Not long after, when Scott tried a Macintosh for the first time, he was enraptured. It was, he says, like looking through a telescope to another world.

And yet the Mac was not as big a success as some expected. “It didn’t sell to businesspeople like Steve thought it would,” remembers Andy Cunningham, who worked on the marketing campaign for the device. “It’s ultimately why Steve got fired from Apple.” Jobs left in 1985 but returned to the company in the late 1990s.

It took until 1988 before Apple had sold enough Macintosh devices, including various subsequent iterations of the original Macintosh, to finally eclipse sales of the Apple II, which had come out way back in 1977.

But Macs did appeal to many, especially young people and those working in creative roles.

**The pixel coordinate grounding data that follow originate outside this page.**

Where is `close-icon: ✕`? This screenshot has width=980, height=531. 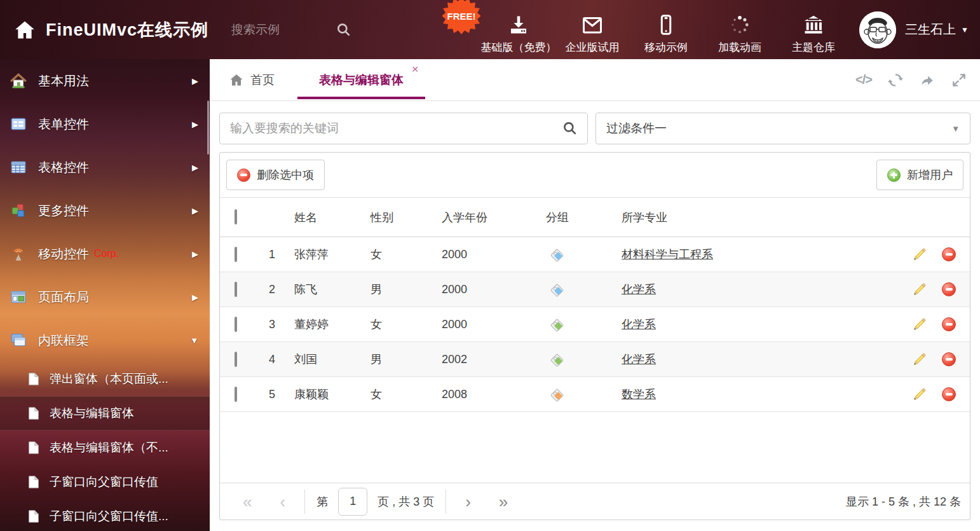 close-icon: ✕ is located at coordinates (415, 69).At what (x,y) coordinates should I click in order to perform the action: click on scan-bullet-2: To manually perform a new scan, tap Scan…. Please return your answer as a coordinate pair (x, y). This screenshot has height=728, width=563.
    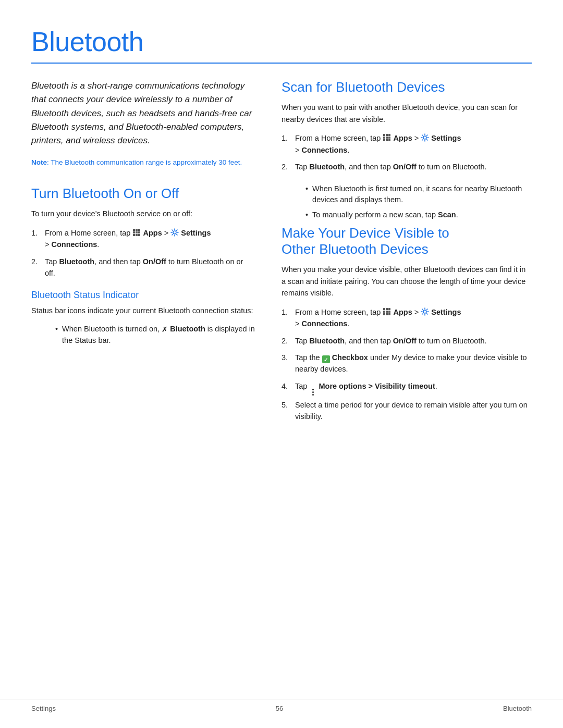
    Looking at the image, I should click on (419, 215).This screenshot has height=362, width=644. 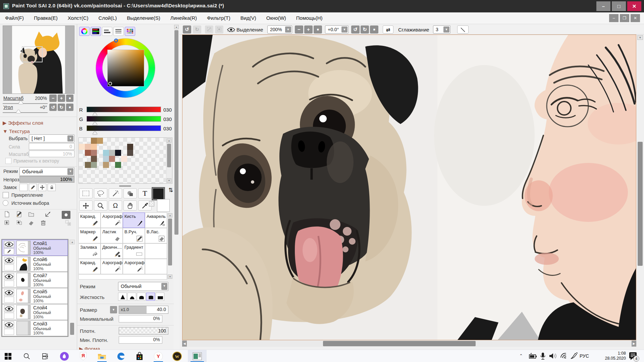 What do you see at coordinates (144, 331) in the screenshot?
I see `density-slider: 100` at bounding box center [144, 331].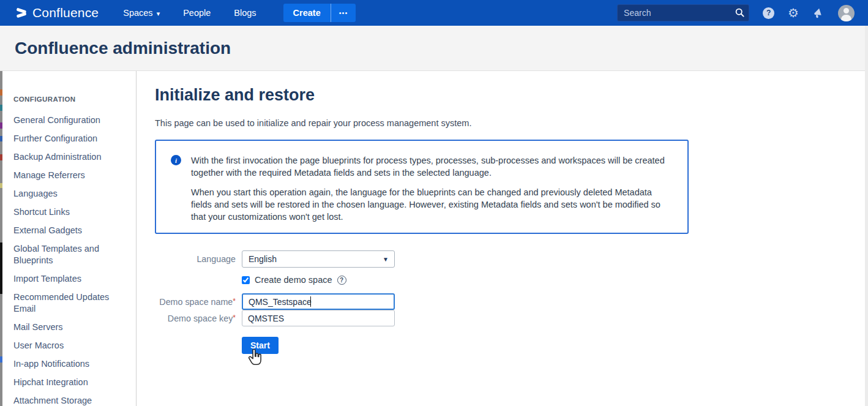 The width and height of the screenshot is (868, 406). Describe the element at coordinates (69, 364) in the screenshot. I see `sidebar-item-in-app-notifications: In-app Notifications` at that location.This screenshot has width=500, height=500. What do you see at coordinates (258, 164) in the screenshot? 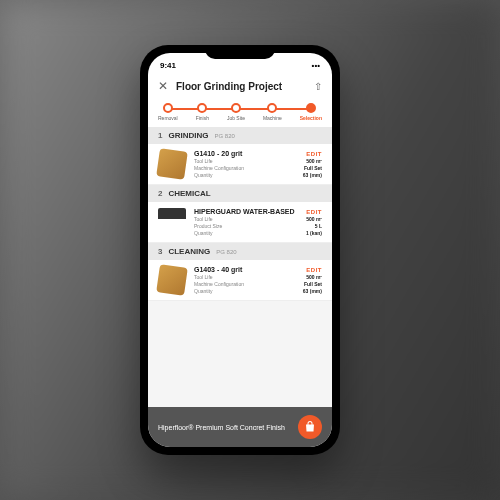
I see `card-body: G1410 - 20 grit EDIT Tool Life 500 m² Ma…` at bounding box center [258, 164].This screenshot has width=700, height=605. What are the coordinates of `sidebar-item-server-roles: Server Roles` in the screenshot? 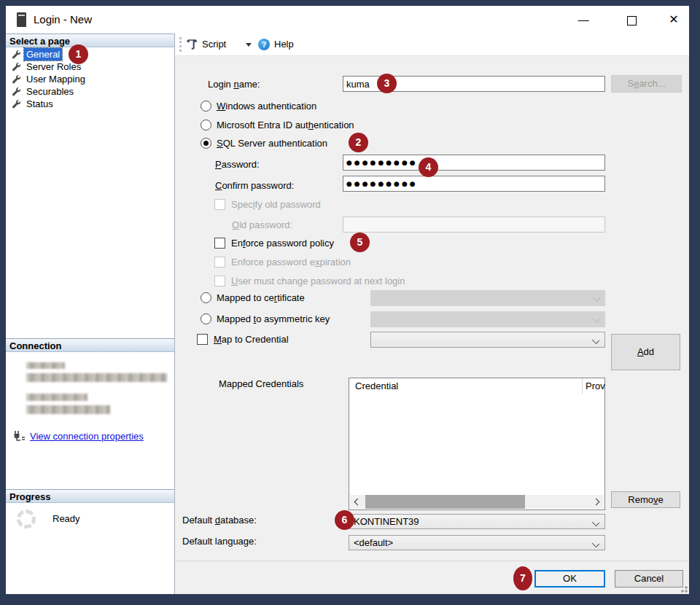 It's located at (90, 67).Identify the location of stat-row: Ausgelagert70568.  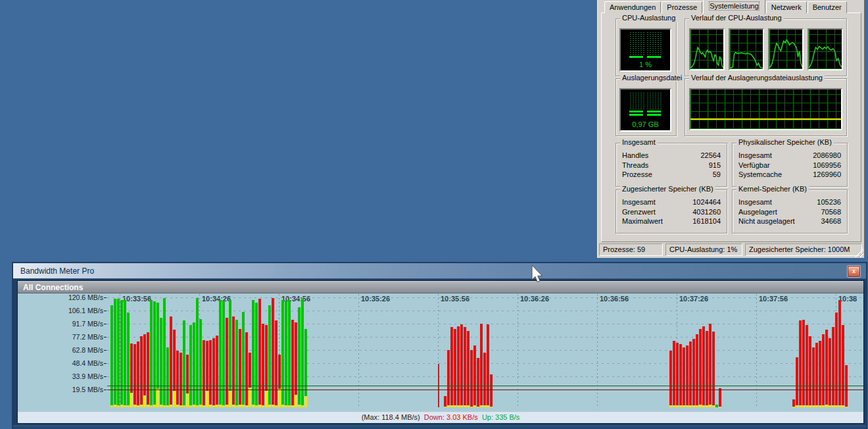
(790, 212).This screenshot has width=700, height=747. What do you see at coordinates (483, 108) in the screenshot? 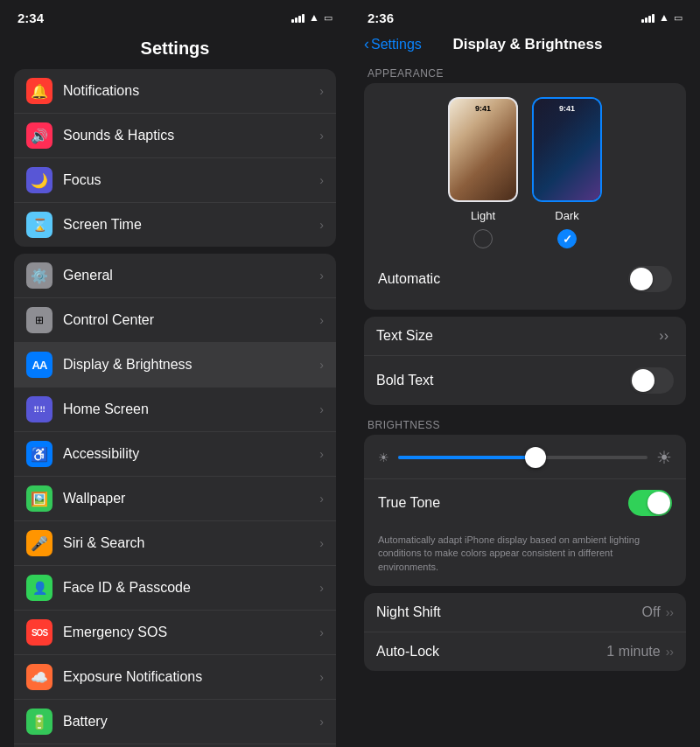
I see `light-time-overlay: 9:41` at bounding box center [483, 108].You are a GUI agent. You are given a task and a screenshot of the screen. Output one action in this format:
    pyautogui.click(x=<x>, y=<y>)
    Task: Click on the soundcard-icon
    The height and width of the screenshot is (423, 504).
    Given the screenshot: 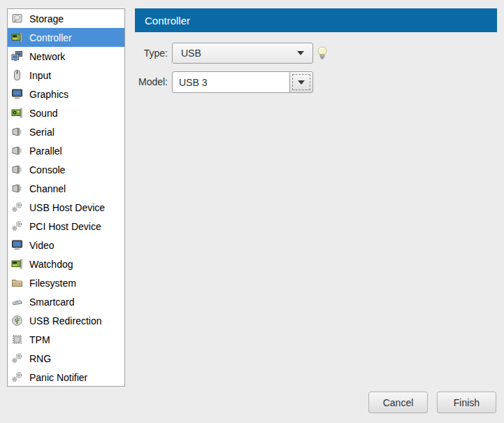 What is the action you would take?
    pyautogui.click(x=17, y=113)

Cunningham and her colleague Jane Anderson helped to pump up hype over the original Macintosh by offering individual journalists six hours each with people at Apple, including Jobs, and giving them multiple demonstrations of the machine to ensure that they understood what they were writing about. “I watched them all play with this computer and their eyes just glistened,” says Cunningham.

It would be wrong to suggest that the Mac 128K was a perfect computer. As mentioned, it had severe limitations and was hardly a commercial hit at first. But it left an indelible mark. The rise of personal computing was undoubtedly a watershed moment. The ridiculously oversized, cabinet-like computers that you could only plug into via a clunky terminal now seemed hopelessly antiquated. Now we had portable, cheerful, accessible machines that almost anyone could use.

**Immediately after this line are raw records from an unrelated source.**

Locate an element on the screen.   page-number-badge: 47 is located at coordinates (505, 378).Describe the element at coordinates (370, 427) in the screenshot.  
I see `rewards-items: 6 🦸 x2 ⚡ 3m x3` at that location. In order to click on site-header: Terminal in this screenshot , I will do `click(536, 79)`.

Funnily enough, the era of individualised computing heralded by the original Macintosh is, in one sense, coming to an end. In the 21st Century, we are becoming ever more dependent on server farms, cloud processing, big data, and networked systems. Other people’s computers are increasingly indispensable for running our own.

“We are now on the other side,” reflects Blatner, who has kept almost every Macintosh he ever bought. “We did need this 40-year period of enabling people, of empowering people.”